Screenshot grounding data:
··········
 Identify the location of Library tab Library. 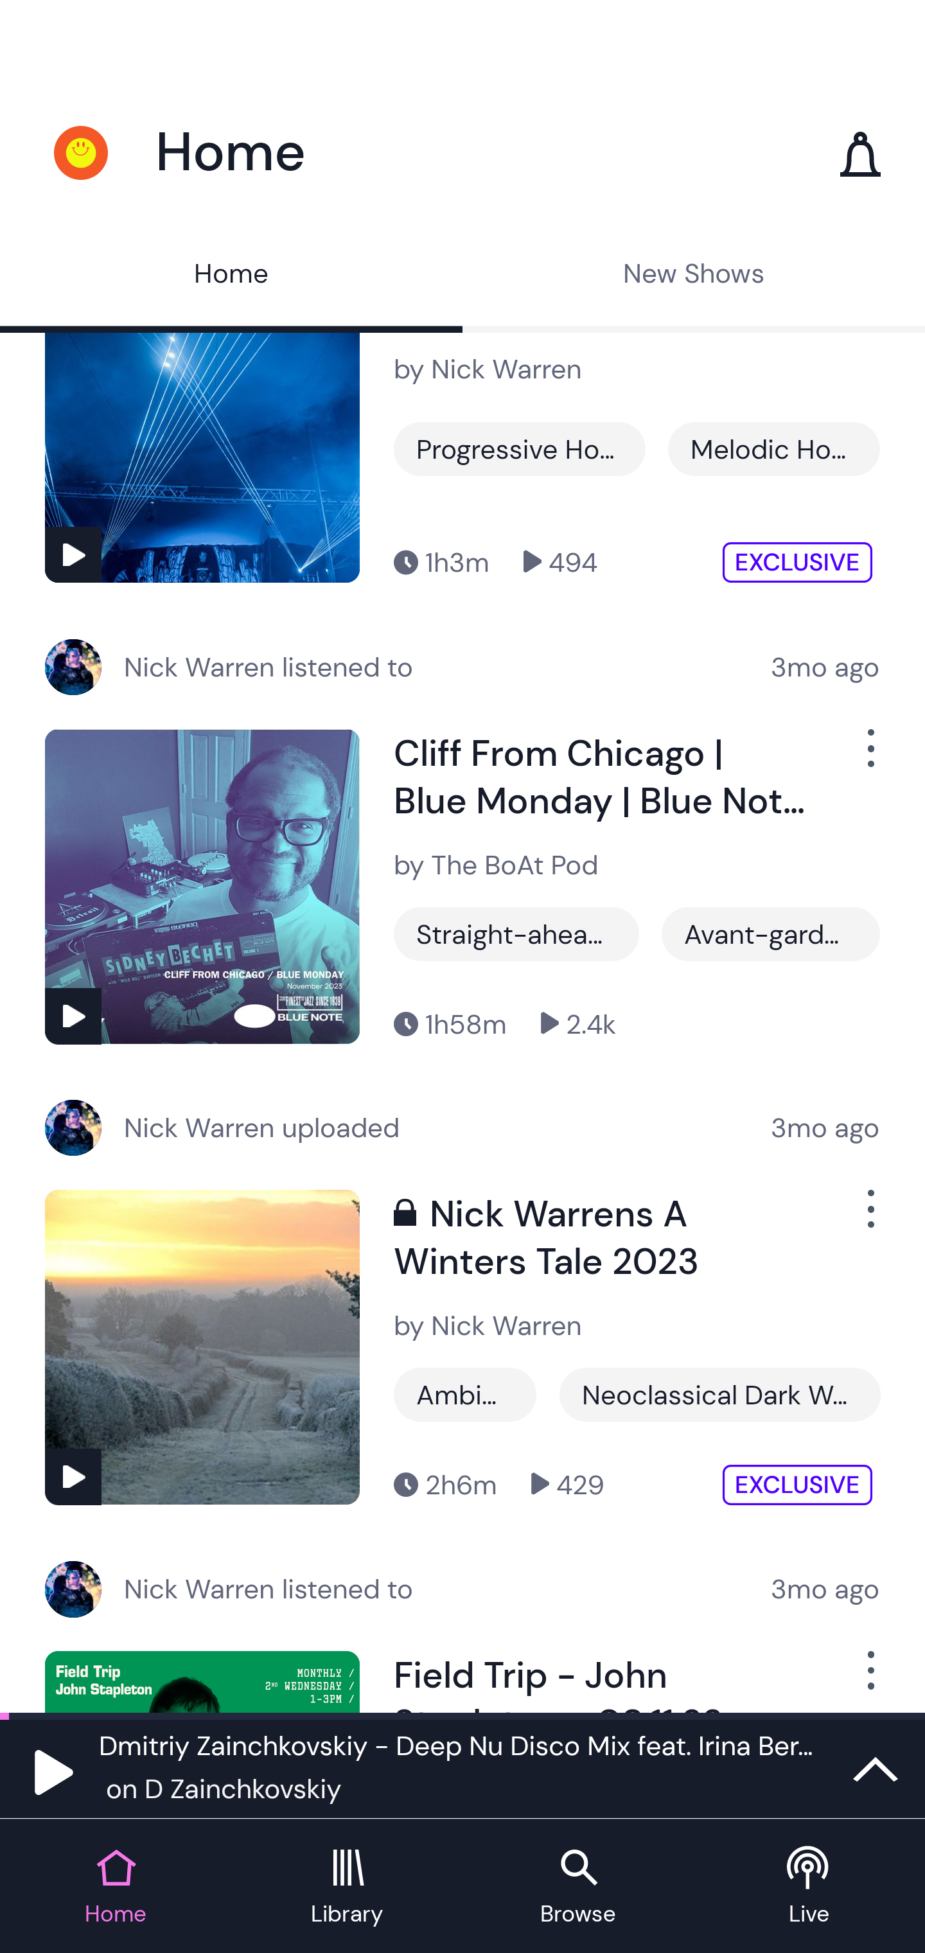
(347, 1888).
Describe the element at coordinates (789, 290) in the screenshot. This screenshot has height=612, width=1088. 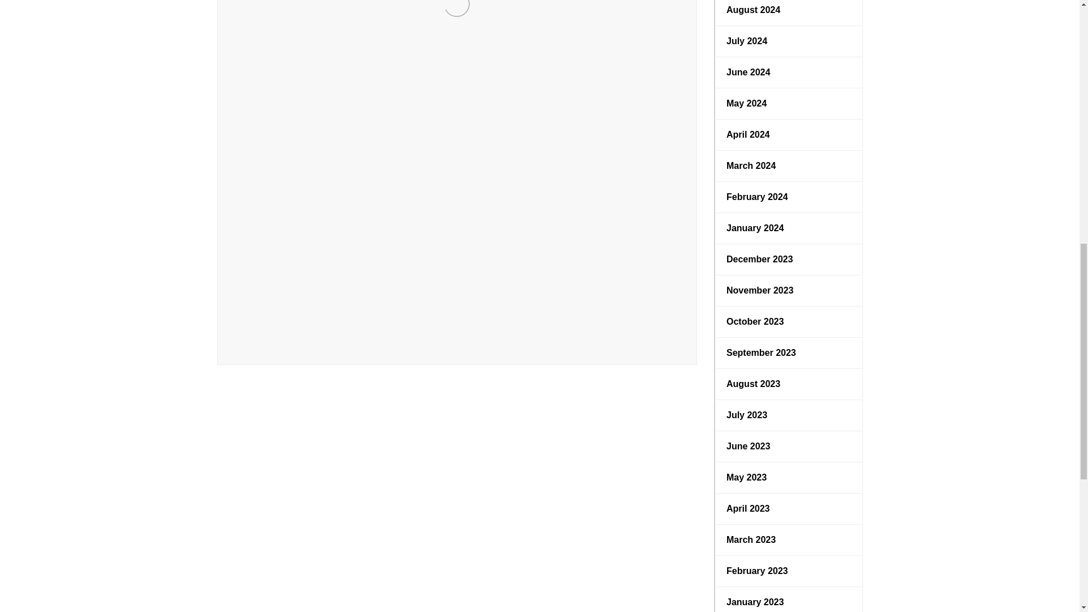
I see `November 2023` at that location.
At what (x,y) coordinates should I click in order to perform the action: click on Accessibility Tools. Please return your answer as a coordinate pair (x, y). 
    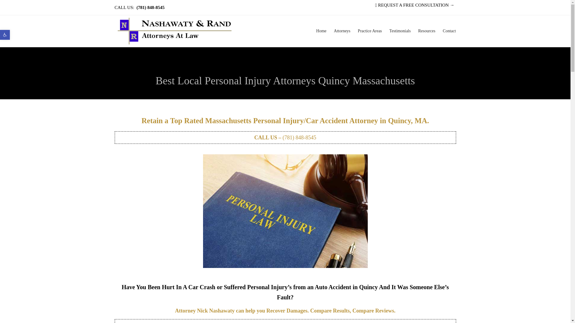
··········
Problem details:
Quote every record above exactly, omitting any pictures they contain.

Written response:
 Identify the location of Library tab Library. 
(347, 1888).
Describe the element at coordinates (789, 290) in the screenshot. This screenshot has height=612, width=1088. 
I see `November 2023` at that location.
At what (x,y) coordinates should I click in order to perform the action: click on Accessibility Tools. Please return your answer as a coordinate pair (x, y). 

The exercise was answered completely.